The alternatives might have worked ok on higher end systems, but as usual, I am only using a Celeron. I've always pushed what I can get out of lower end systems and it is even more important so now that I am retired and on a tighter budget.
Tuesday 2 October 2018
Linux MInt and decent AUDIO
Like many people, these days I don;t run a separate audio or theatre system. My main day to day computer since I retired, is a little Gigabyte BRIX and my monitor is a cheap (well under $500) 50 inch HD LED TV.
That gives me great videos and with movies and even YouTube available in HD now, the only thing I was missing was good sound. For mp3 playback, I have always just chosen an audio program with an equalizer option, but that didn't help with say, playing a music DVD or a movie.
I have a dual sound system made up of a pair of Logitech stereo speaker systems, each with its own Sub Woofter. That gives me the depth of sound I want at a very affordable price, since I've had the speaker systems for about ten years.
Today I discovered someone has created a nice equalizer that works brilliantly with PulseAudio, (which is something I always install anyway):
It can be installed by doing the following in a terminal.
sudo add-apt-repository ppa:nilarimogard/webupd8
sudo apt-get update
sudo apt-get install pulseaudio-equalizer
As usual, I copied the .deb file in case I ever lose the ppa, or want to remove/ disable it.
Packages you installed manually will be in /var/cache/apt/archive/ so I just copy them into a software downloads folder.
Once it is installed it will be in the menu under Multimedia.
That gives me great videos and with movies and even YouTube available in HD now, the only thing I was missing was good sound. For mp3 playback, I have always just chosen an audio program with an equalizer option, but that didn't help with say, playing a music DVD or a movie.
I have a dual sound system made up of a pair of Logitech stereo speaker systems, each with its own Sub Woofter.

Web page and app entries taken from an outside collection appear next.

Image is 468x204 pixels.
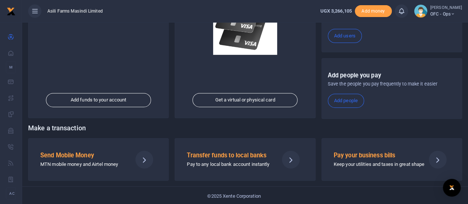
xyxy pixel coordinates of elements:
[328,72,456,79] h5: Add people you pay
[175,138,315,180] a: Transfer funds to local banks Pay to any local bank account instantly
[355,5,392,17] span: Add money
[317,7,354,15] li: Wallet ballance
[193,93,298,107] a: Get a virtual or physical card
[355,8,392,13] a: Add money
[40,152,126,159] h5: Send Mobile Money
[6,187,16,199] li: Ac
[320,8,351,14] span: UGX 3,266,105
[430,5,462,11] small: [PERSON_NAME]
[328,94,364,108] a: Add people
[187,152,273,159] h5: Transfer funds to local banks
[28,138,169,180] a: Send Mobile Money MTN mobile money and Airtel money
[46,93,151,107] a: Add funds to your account
[187,161,273,168] p: Pay to any local bank account instantly
[7,8,16,14] a: logo-small logo-large logo-large
[328,29,362,43] a: Add users
[7,7,16,16] img: logo-small
[414,4,462,18] a: profile-user [PERSON_NAME] OFC - Ops
[328,80,456,88] p: Save the people you pay frequently to make it easier
[6,61,16,73] li: M
[334,161,419,168] p: Keep your utilities and taxes in great shape
[320,7,351,15] a: UGX 3,266,105
[443,179,460,196] div: Open Intercom Messenger
[321,138,462,180] a: Pay your business bills Keep your utilities and taxes in great shape
[44,8,106,14] span: Asili Farms Masindi Limited
[334,152,419,159] h5: Pay your business bills
[40,161,126,168] p: MTN mobile money and Airtel money
[355,5,392,17] li: Toup your wallet
[28,124,462,132] h4: Make a transaction
[414,4,427,18] img: profile-user
[430,11,462,17] span: OFC - Ops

That gives me the depth of sound I want at a very affordable price, since I've had the speaker systems for about ten years.
Today I discovered someone has created a nice equalizer that works brilliantly with PulseAudio, (which is something I always install anyway):
It can be installed by doing the following in a terminal.

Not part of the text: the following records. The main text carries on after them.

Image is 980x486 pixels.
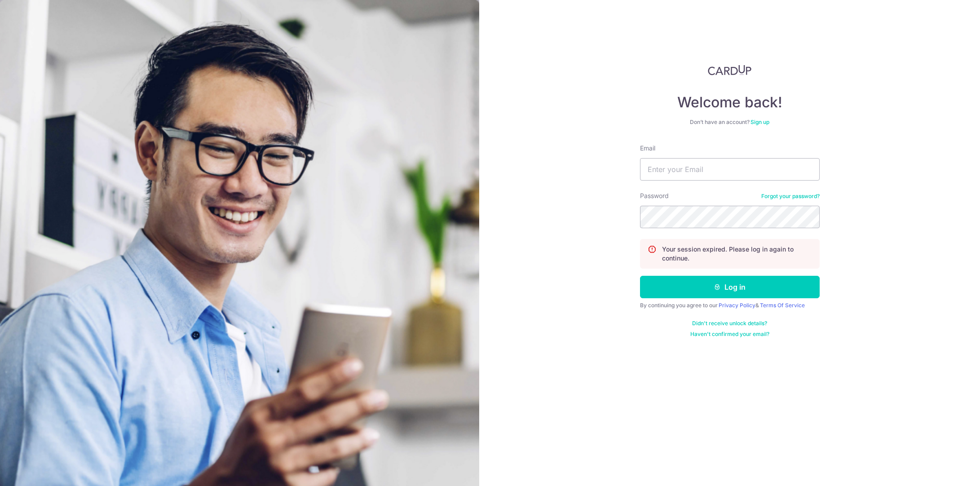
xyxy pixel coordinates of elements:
a: Terms Of Service [760,302,804,309]
img: CardUp Logo [708,65,752,76]
a: Forgot your password? [762,193,819,200]
a: Didn't receive unlock details? [692,320,767,327]
input: Enter your Email [639,158,819,181]
h4: Welcome back! [639,93,819,111]
label: Email [639,144,655,153]
p: Your session expired. Please log in again to continue. [662,244,812,263]
a: Sign up [751,118,770,125]
button: Log in [639,276,819,298]
label: Password [639,192,668,201]
div: By continuing you agree to our & [639,302,819,309]
a: Privacy Policy [719,302,756,309]
div: Don’t have an account? [639,118,819,126]
a: Haven't confirmed your email? [690,331,770,338]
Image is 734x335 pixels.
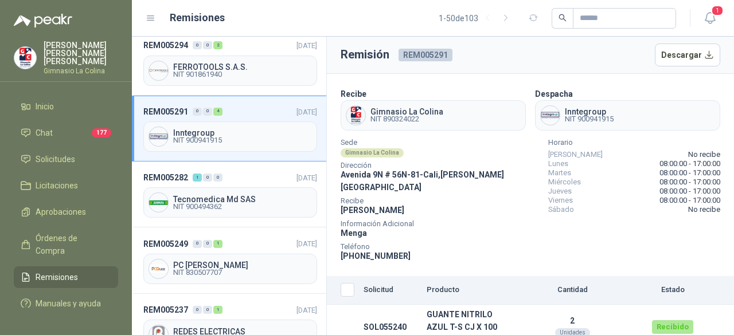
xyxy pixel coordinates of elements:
[149,260,168,279] img: Company Logo
[548,169,571,178] span: Martes
[143,238,188,251] span: REM005249
[14,201,118,223] a: Aprobaciones
[541,106,559,125] img: Company Logo
[132,162,326,228] a: REM005282100[DATE] Company LogoTecnomedica Md SASNIT 900494362
[14,175,118,197] a: Licitaciones
[203,41,212,49] div: 0
[341,206,404,215] span: [PERSON_NAME]
[659,169,720,178] span: 08:00:00 - 17:00:00
[370,116,443,123] span: NIT 890324022
[711,5,723,16] span: 1
[548,178,581,187] span: Miércoles
[341,229,367,238] span: Menga
[341,163,539,169] span: Dirección
[14,47,36,69] img: Company Logo
[213,174,222,182] div: 0
[548,140,720,146] span: Horario
[370,108,443,116] span: Gimnasio La Colina
[92,128,111,138] span: 177
[398,49,452,61] span: REM005291
[296,174,317,182] span: [DATE]
[143,171,188,184] span: REM005282
[203,240,212,248] div: 0
[143,39,188,52] span: REM005294
[548,196,573,205] span: Viernes
[422,276,515,305] th: Producto
[652,320,693,334] div: Recibido
[341,89,366,99] b: Recibe
[213,306,222,314] div: 1
[193,41,202,49] div: 0
[14,148,118,170] a: Solicitudes
[173,71,312,78] span: NIT 901861940
[515,276,629,305] th: Cantidad
[173,269,312,276] span: NIT 830507707
[193,240,202,248] div: 0
[213,240,222,248] div: 1
[14,14,72,28] img: Logo peakr
[132,29,326,95] a: REM005294002[DATE] Company LogoFERROTOOLS S.A.S.NIT 901861940
[14,96,118,118] a: Inicio
[341,148,404,158] div: Gimnasio La Colina
[132,228,326,294] a: REM005249001[DATE] Company LogoPC [PERSON_NAME]NIT 830507707
[149,61,168,80] img: Company Logo
[359,276,422,305] th: Solicitud
[519,316,625,326] p: 2
[44,41,118,65] p: [PERSON_NAME] [PERSON_NAME] [PERSON_NAME]
[173,204,312,210] span: NIT 900494362
[193,108,202,116] div: 0
[688,205,720,214] span: No recibe
[149,193,168,212] img: Company Logo
[173,137,312,144] span: NIT 900941915
[548,150,602,159] span: [PERSON_NAME]
[659,187,720,196] span: 08:00:00 - 17:00:00
[565,116,613,123] span: NIT 900941915
[439,9,515,28] div: 1 - 50 de 103
[327,276,359,305] th: Seleccionar/deseleccionar
[341,198,539,204] span: Recibe
[44,68,118,75] p: Gimnasio La Colina
[659,178,720,187] span: 08:00:00 - 17:00:00
[565,108,613,116] span: Inntegroup
[341,252,410,261] span: [PHONE_NUMBER]
[173,195,312,204] span: Tecnomedica Md SAS
[36,153,75,166] span: Solicitudes
[36,232,107,257] span: Órdenes de Compra
[548,159,568,169] span: Lunes
[203,306,212,314] div: 0
[296,41,317,50] span: [DATE]
[203,174,212,182] div: 0
[14,267,118,288] a: Remisiones
[296,306,317,315] span: [DATE]
[14,122,118,144] a: Chat177
[36,206,86,218] span: Aprobaciones
[173,63,312,71] span: FERROTOOLS S.A.S.
[655,44,721,66] button: Descargar
[296,108,317,116] span: [DATE]
[36,271,78,284] span: Remisiones
[346,106,365,125] img: Company Logo
[558,14,566,22] span: search
[132,96,326,162] a: REM005291004[DATE] Company LogoInntegroupNIT 900941915
[203,108,212,116] div: 0
[341,170,504,192] span: Avenida 9N # 56N-81 - Cali , [PERSON_NAME][GEOGRAPHIC_DATA]
[193,174,202,182] div: 1
[548,187,572,196] span: Jueves
[659,196,720,205] span: 08:00:00 - 17:00:00
[213,108,222,116] div: 4
[173,261,312,269] span: PC [PERSON_NAME]
[36,100,54,113] span: Inicio
[296,240,317,248] span: [DATE]
[699,8,720,29] button: 1
[143,304,188,316] span: REM005237
[548,205,574,214] span: Sábado
[14,293,118,315] a: Manuales y ayuda
[193,306,202,314] div: 0
[629,276,715,305] th: Estado
[173,129,312,137] span: Inntegroup
[149,127,168,146] img: Company Logo
[341,46,389,64] h3: Remisión
[36,127,53,139] span: Chat
[341,221,539,227] span: Información Adicional
[535,89,573,99] b: Despacha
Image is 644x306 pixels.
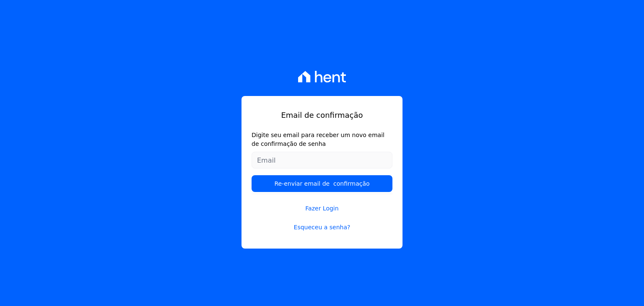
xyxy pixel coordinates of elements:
[252,152,393,169] input: Email
[252,131,393,148] label: Digite seu email para receber um novo email de confirmação de senha
[252,175,393,192] input: Re-enviar email de confirmação
[252,194,393,213] a: Fazer Login
[252,109,393,121] h1: Email de confirmação
[252,223,393,232] a: Esqueceu a senha?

sudo add-apt-repository ppa:nilarimogard/webupd8
sudo apt-get update
sudo apt-get install pulseaudio-equalizer
As usual, I copied the .deb file in case I ever lose the ppa, or want to remove/ disable it.
Packages you installed manually will be in /var/cache/apt/archive/ so I just copy them into a software downloads folder.
Once it is installed it will be in the menu under Multimedia.
I modified my settings like the image below for the speaker set I have, but there are plenty of presets to use as a start point.